Allie was waiting for him at the brook ford.
“Oh, it was gone!” she cried.
“Allie, I couldn’t find the place. Come, ride back and let me walk beside you.... We’ll have fun telling Larry and Slingerland.”
“Neale, let me tell them,” she begged.
“Go ahead. Make a strong story. Larry always had leanings toward gold-strikes.”
And that night, after supper, when the log fire had begun to blaze, and all were comfortable before it, Allie glanced demurely at Larry and said:
“Reddy, if you had known that I was heiress to great wealth, would you have proposed to me?”
Slingerland roared. Larry seemed utterly stricken.
“Wealth!” he echoed, feebly.
“Yes. Gold! Lots of gold!”
Slingerland’s merry face suddenly grew curious and earnest.
Larry struggled with his discomfiture.
“I reckon I’d done thet anyhow—without knowin’ you was rich—if it hadn’t been fer this heah U. P. surveyor fellar.”
And then the joke was on Allie, as her blushes proved. Neale came to her rescue and told the story of Horn’s buried gold, and of his own search that day for the place.
“Shore I’ll find it,” declared Larry. “We’ll go to-morrow....”
Slingerland stroked his beard thoughtfully.
“If thar’s gold been buried thar it’s sure an’ certain thar yet,” he said. “But I’m afraid we won’t git thar tomorrow.”
“Why not? Surely you or Larry can find the place?”
“Listen.”
Neale listened while he was watching Allie’s parted lips and speaking eyes. A low, whining wind swept through the trees and over the roof of the cabin.
“Thet wind says snow,” declared the trapper.
Neale went outside. The wind struck him cold and keen, with a sharp edge to it. The stars showed pale and dim through hazy atmosphere. Assuredly there was a storm brewing. Neale returned to the fire, shivering and holding his palms to the heat.
“Cold, you bet, with the wind rising,” he said. “But, Slingerland, suppose it does snow. Can’t we go, anyhow?”
“It ain’t likely. You see, it snows up hyar. Mebbe we’ll be snowed in fer a spell. An’ thet valley is open down thar. In deep snow what could we find? We’ll wait an’ see.”
On the morrow a storm raged and all was dim through a ghostly, whirling pall. The season of drifting snow had come, and Neale’s winter work had begun.
Five miles by short cut over the ridges curved the long survey over which Neale must keep watch; and the going and coming were Neale’s hardest toil. It was laborsome to trudge up and down in soft snow.
That first snow of winter, however, did not last long, except in the sheltered places. Fortunately for Neale, almost all of his section of the survey ran over open ground. But this fact augured seriously for his task when the dry and powdery snow of midwinter began to fall and sweep before the wind and drift over the lee side of the ridge.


All of the data that follows is to be printed exactly, without pictures.

== EXTRACTED MATERIAL ==

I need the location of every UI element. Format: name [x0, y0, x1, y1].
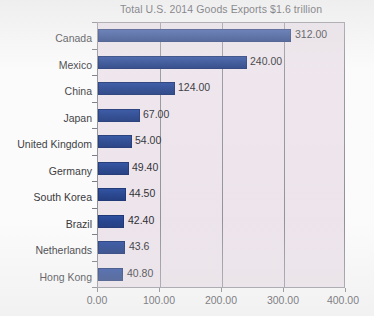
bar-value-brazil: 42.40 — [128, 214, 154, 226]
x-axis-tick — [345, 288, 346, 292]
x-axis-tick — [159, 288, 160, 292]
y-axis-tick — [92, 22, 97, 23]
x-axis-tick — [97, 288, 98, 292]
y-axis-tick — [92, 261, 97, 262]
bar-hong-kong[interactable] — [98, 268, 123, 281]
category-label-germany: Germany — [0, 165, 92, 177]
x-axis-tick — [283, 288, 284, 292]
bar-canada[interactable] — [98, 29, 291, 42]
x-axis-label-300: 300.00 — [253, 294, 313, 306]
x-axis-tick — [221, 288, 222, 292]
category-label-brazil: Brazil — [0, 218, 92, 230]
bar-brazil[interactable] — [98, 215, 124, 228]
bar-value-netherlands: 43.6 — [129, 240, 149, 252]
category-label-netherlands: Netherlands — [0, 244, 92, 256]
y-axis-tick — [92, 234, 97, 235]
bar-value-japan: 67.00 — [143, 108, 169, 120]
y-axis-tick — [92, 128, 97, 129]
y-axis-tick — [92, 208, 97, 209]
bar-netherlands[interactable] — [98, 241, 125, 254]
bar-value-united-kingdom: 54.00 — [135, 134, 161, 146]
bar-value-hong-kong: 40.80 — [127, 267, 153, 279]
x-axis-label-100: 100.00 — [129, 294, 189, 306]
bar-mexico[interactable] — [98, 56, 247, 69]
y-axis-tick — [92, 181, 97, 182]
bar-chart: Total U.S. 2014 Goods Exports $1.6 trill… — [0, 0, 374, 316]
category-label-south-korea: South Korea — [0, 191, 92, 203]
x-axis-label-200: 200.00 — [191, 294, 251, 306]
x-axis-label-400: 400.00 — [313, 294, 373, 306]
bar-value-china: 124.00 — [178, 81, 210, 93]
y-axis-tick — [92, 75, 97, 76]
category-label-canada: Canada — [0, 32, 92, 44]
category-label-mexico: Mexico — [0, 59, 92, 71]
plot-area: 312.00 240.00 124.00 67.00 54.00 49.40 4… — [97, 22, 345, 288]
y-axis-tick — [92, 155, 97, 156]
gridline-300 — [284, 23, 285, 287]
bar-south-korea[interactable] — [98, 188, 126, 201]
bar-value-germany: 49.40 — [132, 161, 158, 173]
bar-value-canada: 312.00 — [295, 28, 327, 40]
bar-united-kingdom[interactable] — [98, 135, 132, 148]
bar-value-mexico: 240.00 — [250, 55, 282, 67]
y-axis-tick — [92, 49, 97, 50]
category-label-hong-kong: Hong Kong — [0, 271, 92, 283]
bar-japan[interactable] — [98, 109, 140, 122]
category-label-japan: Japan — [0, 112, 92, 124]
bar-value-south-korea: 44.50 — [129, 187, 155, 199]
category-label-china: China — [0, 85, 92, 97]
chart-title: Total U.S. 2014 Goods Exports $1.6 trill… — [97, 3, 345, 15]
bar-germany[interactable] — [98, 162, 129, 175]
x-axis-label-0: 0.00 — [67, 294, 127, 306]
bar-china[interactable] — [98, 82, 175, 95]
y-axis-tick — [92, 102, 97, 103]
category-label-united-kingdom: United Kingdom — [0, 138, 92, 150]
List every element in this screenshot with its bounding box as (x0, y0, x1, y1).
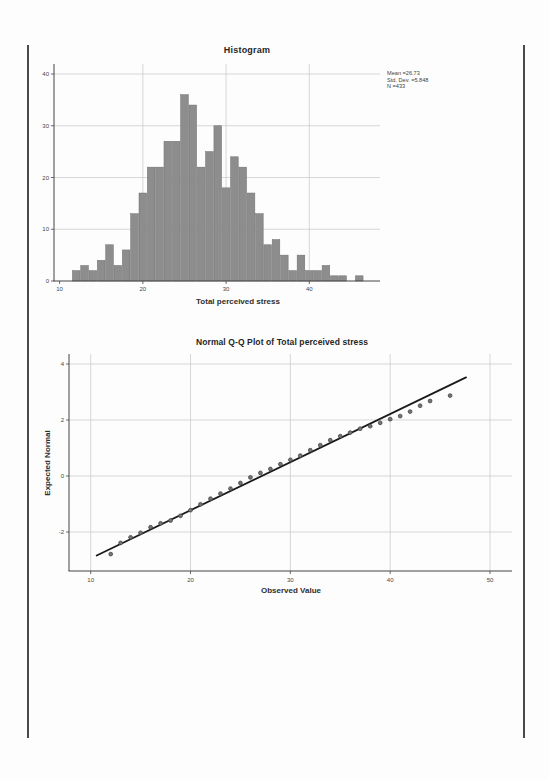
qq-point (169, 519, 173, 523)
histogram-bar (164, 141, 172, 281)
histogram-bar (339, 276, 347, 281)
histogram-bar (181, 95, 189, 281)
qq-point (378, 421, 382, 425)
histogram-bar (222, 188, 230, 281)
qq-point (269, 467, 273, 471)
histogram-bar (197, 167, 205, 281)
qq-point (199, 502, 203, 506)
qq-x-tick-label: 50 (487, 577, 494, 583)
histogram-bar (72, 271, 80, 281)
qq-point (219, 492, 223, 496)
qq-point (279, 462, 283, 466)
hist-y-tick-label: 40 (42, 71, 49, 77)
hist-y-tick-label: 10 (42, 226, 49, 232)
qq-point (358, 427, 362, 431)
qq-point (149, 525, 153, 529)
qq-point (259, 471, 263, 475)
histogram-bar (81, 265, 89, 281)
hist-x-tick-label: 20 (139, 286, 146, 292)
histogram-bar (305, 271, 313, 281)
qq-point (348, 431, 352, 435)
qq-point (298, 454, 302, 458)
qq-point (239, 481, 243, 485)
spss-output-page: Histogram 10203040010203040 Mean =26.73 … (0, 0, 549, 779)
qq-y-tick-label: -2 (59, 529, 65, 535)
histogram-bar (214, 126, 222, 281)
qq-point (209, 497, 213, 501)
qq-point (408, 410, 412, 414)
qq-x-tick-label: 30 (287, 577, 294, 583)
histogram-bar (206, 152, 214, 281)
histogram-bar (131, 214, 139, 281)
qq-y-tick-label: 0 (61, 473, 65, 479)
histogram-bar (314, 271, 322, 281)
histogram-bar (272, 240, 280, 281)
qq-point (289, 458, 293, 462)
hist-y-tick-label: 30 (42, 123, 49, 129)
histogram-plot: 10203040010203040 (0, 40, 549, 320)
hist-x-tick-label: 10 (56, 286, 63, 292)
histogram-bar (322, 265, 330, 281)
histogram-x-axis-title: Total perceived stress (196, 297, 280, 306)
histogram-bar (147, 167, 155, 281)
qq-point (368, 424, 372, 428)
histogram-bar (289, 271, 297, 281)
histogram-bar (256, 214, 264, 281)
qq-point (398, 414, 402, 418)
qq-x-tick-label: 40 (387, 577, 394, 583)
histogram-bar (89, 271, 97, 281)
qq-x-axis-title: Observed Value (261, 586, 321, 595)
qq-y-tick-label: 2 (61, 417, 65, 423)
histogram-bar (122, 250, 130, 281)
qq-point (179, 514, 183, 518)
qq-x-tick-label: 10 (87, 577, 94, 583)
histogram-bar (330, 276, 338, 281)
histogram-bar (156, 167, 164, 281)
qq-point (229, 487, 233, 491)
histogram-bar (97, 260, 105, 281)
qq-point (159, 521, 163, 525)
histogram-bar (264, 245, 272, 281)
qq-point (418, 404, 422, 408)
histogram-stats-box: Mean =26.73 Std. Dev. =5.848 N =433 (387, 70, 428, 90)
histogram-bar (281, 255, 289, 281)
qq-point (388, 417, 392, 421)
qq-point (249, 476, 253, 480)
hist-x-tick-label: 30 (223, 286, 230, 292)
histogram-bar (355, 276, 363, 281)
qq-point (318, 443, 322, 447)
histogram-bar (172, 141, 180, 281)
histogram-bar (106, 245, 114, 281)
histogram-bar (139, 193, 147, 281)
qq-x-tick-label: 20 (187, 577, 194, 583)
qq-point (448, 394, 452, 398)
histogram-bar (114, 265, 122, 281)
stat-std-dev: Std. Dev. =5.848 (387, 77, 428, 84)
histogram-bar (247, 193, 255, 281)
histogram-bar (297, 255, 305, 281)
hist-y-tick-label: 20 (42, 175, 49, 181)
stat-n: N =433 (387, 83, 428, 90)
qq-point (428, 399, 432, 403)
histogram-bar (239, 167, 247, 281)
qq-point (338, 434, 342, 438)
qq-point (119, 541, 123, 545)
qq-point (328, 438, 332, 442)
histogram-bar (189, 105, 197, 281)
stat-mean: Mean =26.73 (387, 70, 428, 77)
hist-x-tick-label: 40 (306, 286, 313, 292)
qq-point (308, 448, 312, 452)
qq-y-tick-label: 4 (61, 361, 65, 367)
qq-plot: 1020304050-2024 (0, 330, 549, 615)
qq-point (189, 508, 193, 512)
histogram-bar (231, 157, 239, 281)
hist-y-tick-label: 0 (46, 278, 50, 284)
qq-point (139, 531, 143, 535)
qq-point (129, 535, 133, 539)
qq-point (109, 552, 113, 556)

===

■ ANSWER SPACE:
I need the location of every UI element. Format: name [x0, y0, x1, y1].
bar-value-brazil: 42.40 — [128, 214, 154, 226]
x-axis-tick — [345, 288, 346, 292]
x-axis-tick — [159, 288, 160, 292]
y-axis-tick — [92, 22, 97, 23]
x-axis-tick — [97, 288, 98, 292]
y-axis-tick — [92, 261, 97, 262]
bar-hong-kong[interactable] — [98, 268, 123, 281]
category-label-germany: Germany — [0, 165, 92, 177]
x-axis-tick — [283, 288, 284, 292]
bar-canada[interactable] — [98, 29, 291, 42]
x-axis-label-300: 300.00 — [253, 294, 313, 306]
x-axis-tick — [221, 288, 222, 292]
category-label-brazil: Brazil — [0, 218, 92, 230]
bar-brazil[interactable] — [98, 215, 124, 228]
bar-value-netherlands: 43.6 — [129, 240, 149, 252]
category-label-netherlands: Netherlands — [0, 244, 92, 256]
y-axis-tick — [92, 234, 97, 235]
bar-value-japan: 67.00 — [143, 108, 169, 120]
y-axis-tick — [92, 128, 97, 129]
y-axis-tick — [92, 208, 97, 209]
bar-netherlands[interactable] — [98, 241, 125, 254]
bar-value-united-kingdom: 54.00 — [135, 134, 161, 146]
bar-value-hong-kong: 40.80 — [127, 267, 153, 279]
x-axis-label-100: 100.00 — [129, 294, 189, 306]
bar-mexico[interactable] — [98, 56, 247, 69]
y-axis-tick — [92, 181, 97, 182]
bar-chart: Total U.S. 2014 Goods Exports $1.6 trill… — [0, 0, 374, 316]
category-label-south-korea: South Korea — [0, 191, 92, 203]
x-axis-label-200: 200.00 — [191, 294, 251, 306]
x-axis-label-400: 400.00 — [313, 294, 373, 306]
bar-value-china: 124.00 — [178, 81, 210, 93]
y-axis-tick — [92, 75, 97, 76]
category-label-canada: Canada — [0, 32, 92, 44]
category-label-mexico: Mexico — [0, 59, 92, 71]
plot-area: 312.00 240.00 124.00 67.00 54.00 49.40 4… — [97, 22, 345, 288]
y-axis-tick — [92, 155, 97, 156]
gridline-300 — [284, 23, 285, 287]
bar-south-korea[interactable] — [98, 188, 126, 201]
bar-value-germany: 49.40 — [132, 161, 158, 173]
bar-value-canada: 312.00 — [295, 28, 327, 40]
bar-united-kingdom[interactable] — [98, 135, 132, 148]
bar-value-mexico: 240.00 — [250, 55, 282, 67]
y-axis-tick — [92, 49, 97, 50]
category-label-hong-kong: Hong Kong — [0, 271, 92, 283]
bar-japan[interactable] — [98, 109, 140, 122]
category-label-japan: Japan — [0, 112, 92, 124]
bar-value-south-korea: 44.50 — [129, 187, 155, 199]
category-label-china: China — [0, 85, 92, 97]
chart-title: Total U.S. 2014 Goods Exports $1.6 trill… — [97, 3, 345, 15]
bar-germany[interactable] — [98, 162, 129, 175]
x-axis-label-0: 0.00 — [67, 294, 127, 306]
bar-china[interactable] — [98, 82, 175, 95]
y-axis-tick — [92, 102, 97, 103]
category-label-united-kingdom: United Kingdom — [0, 138, 92, 150]
List every element in this screenshot with its bounding box as (x0, y0, x1, y1).
qq-point (169, 519, 173, 523)
histogram-bar (164, 141, 172, 281)
histogram-bar (339, 276, 347, 281)
histogram-bar (181, 95, 189, 281)
qq-point (378, 421, 382, 425)
histogram-bar (222, 188, 230, 281)
qq-point (269, 467, 273, 471)
histogram-bar (197, 167, 205, 281)
qq-point (199, 502, 203, 506)
qq-x-tick-label: 50 (487, 577, 494, 583)
histogram-bar (72, 271, 80, 281)
qq-point (219, 492, 223, 496)
qq-point (279, 462, 283, 466)
hist-y-tick-label: 40 (42, 71, 49, 77)
hist-y-tick-label: 10 (42, 226, 49, 232)
qq-point (358, 427, 362, 431)
qq-point (149, 525, 153, 529)
qq-point (259, 471, 263, 475)
histogram-bar (81, 265, 89, 281)
hist-x-tick-label: 20 (139, 286, 146, 292)
histogram-bar (305, 271, 313, 281)
qq-point (348, 431, 352, 435)
qq-point (298, 454, 302, 458)
qq-point (239, 481, 243, 485)
spss-output-page: Histogram 10203040010203040 Mean =26.73 … (0, 0, 549, 779)
qq-y-tick-label: -2 (59, 529, 65, 535)
histogram-bar (214, 126, 222, 281)
qq-point (209, 497, 213, 501)
qq-point (408, 410, 412, 414)
qq-x-tick-label: 30 (287, 577, 294, 583)
histogram-bar (206, 152, 214, 281)
histogram-bar (131, 214, 139, 281)
qq-y-tick-label: 0 (61, 473, 65, 479)
histogram-bar (314, 271, 322, 281)
histogram-bar (272, 240, 280, 281)
qq-point (289, 458, 293, 462)
hist-y-tick-label: 30 (42, 123, 49, 129)
histogram-plot: 10203040010203040 (0, 40, 549, 320)
hist-x-tick-label: 10 (56, 286, 63, 292)
histogram-bar (322, 265, 330, 281)
histogram-x-axis-title: Total perceived stress (196, 297, 280, 306)
histogram-bar (147, 167, 155, 281)
qq-point (368, 424, 372, 428)
histogram-bar (289, 271, 297, 281)
histogram-bar (256, 214, 264, 281)
qq-point (398, 414, 402, 418)
qq-x-tick-label: 40 (387, 577, 394, 583)
histogram-bar (89, 271, 97, 281)
qq-x-axis-title: Observed Value (261, 586, 321, 595)
qq-y-tick-label: 2 (61, 417, 65, 423)
histogram-bar (122, 250, 130, 281)
qq-point (179, 514, 183, 518)
qq-x-tick-label: 10 (87, 577, 94, 583)
histogram-bar (330, 276, 338, 281)
histogram-bar (156, 167, 164, 281)
qq-point (229, 487, 233, 491)
histogram-bar (97, 260, 105, 281)
qq-point (159, 521, 163, 525)
histogram-bar (264, 245, 272, 281)
qq-point (418, 404, 422, 408)
histogram-stats-box: Mean =26.73 Std. Dev. =5.848 N =433 (387, 70, 428, 90)
histogram-bar (281, 255, 289, 281)
qq-point (388, 417, 392, 421)
qq-point (249, 476, 253, 480)
hist-x-tick-label: 30 (223, 286, 230, 292)
histogram-bar (355, 276, 363, 281)
qq-point (318, 443, 322, 447)
histogram-bar (172, 141, 180, 281)
histogram-bar (106, 245, 114, 281)
histogram-bar (139, 193, 147, 281)
qq-x-tick-label: 20 (187, 577, 194, 583)
qq-point (448, 394, 452, 398)
histogram-bar (114, 265, 122, 281)
stat-std-dev: Std. Dev. =5.848 (387, 77, 428, 84)
histogram-bar (247, 193, 255, 281)
histogram-bar (297, 255, 305, 281)
hist-y-tick-label: 20 (42, 175, 49, 181)
stat-n: N =433 (387, 83, 428, 90)
qq-point (428, 399, 432, 403)
histogram-bar (239, 167, 247, 281)
qq-point (338, 434, 342, 438)
qq-point (119, 541, 123, 545)
qq-point (328, 438, 332, 442)
histogram-bar (189, 105, 197, 281)
stat-mean: Mean =26.73 (387, 70, 428, 77)
hist-x-tick-label: 40 (306, 286, 313, 292)
qq-point (308, 448, 312, 452)
qq-y-tick-label: 4 (61, 361, 65, 367)
qq-plot: 1020304050-2024 (0, 330, 549, 615)
qq-point (189, 508, 193, 512)
histogram-bar (231, 157, 239, 281)
hist-y-tick-label: 0 (46, 278, 50, 284)
qq-point (139, 531, 143, 535)
qq-point (129, 535, 133, 539)
qq-point (109, 552, 113, 556)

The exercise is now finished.